Iβm going to tell you a secret.
I know almost nothing about television from 1984β1992 (I was born in 1978 but I figure I wouldnβt have remembered any specific cultural knowledge before age 6).
We didnβt get a TV until I was a sophomore in high school. My biology teacher wanted us to watch an episode of Nova on PBS every week and write a paragraph about them. When I told him that we didnβt have a TV, he suggested that I write a lengthy essay instead. I think he didnβt believe me.
So, to save me, my parents broke down and got a TV for the house. A move theyβd managed to put off for my entire life. No cable though, just broadcast in the beginning.
TV lost some of its mystery once we got it at our house. I spent massive amounts of time before that trying to sneak TV at my friendβs and relativeβs houses. I canβt tell you how many times I got busted for being inside a friendβs in front of the screen while they were playing outside.
I canβt complain too much about childhood deprivation. I did get as many books and comics as I wanted, even if I sometimes got in trouble for reading in class at school.
My dad and I went on a month-long camping trip one summer and we stopped at bookstores in every state we went through. He even built me a little bookshelf that went on the floor of the truck.
To this day, people will bring up some 1980s cultural phenomenon that I know nothing about. Occasionally itβll be something Iβve heard of, but mostly Iβm flying blind.
I do know a lot about movies. We got a VCR 3 or 4 years before the TV made its entrance into our house. I got an original Nintendo one Christmas in middle school and it came with a tiny 13" monitor and we figured out how to connect a VCR to it.
The first movie I ever watched in my own house was A Fish Called Wanda, one of my favorites to this day.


### [PROMPT]
In the records below, print each line exactly and leave every image out.

--------------------

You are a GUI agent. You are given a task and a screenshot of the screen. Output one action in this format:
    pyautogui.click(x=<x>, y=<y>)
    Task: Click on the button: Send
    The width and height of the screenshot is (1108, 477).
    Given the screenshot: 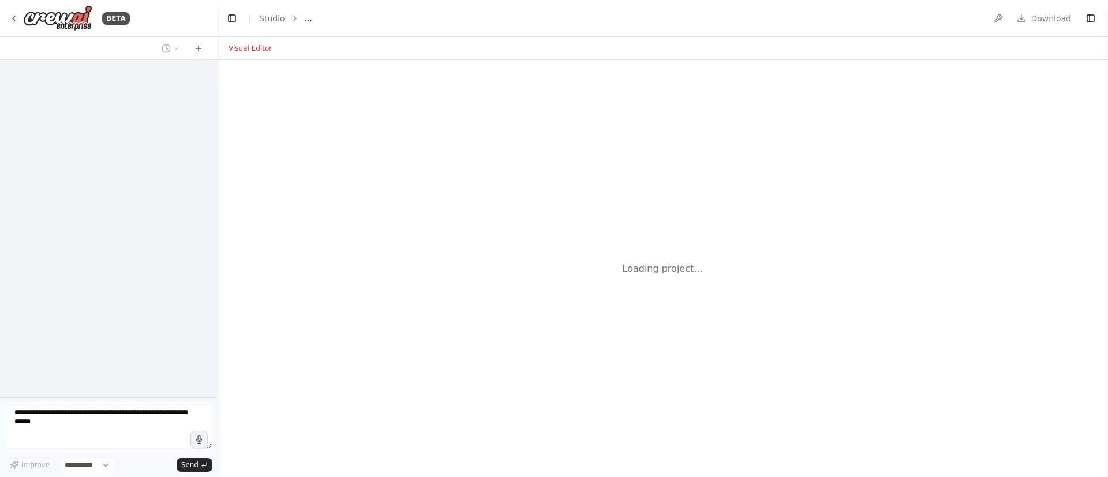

--------------------

### [PROBLEM SOLUTION]
You are a GUI agent. You are given a task and a screenshot of the screen. Output one action in this format:
    pyautogui.click(x=<x>, y=<y>)
    Task: Click on the button: Send
    The width and height of the screenshot is (1108, 477).
    Given the screenshot: 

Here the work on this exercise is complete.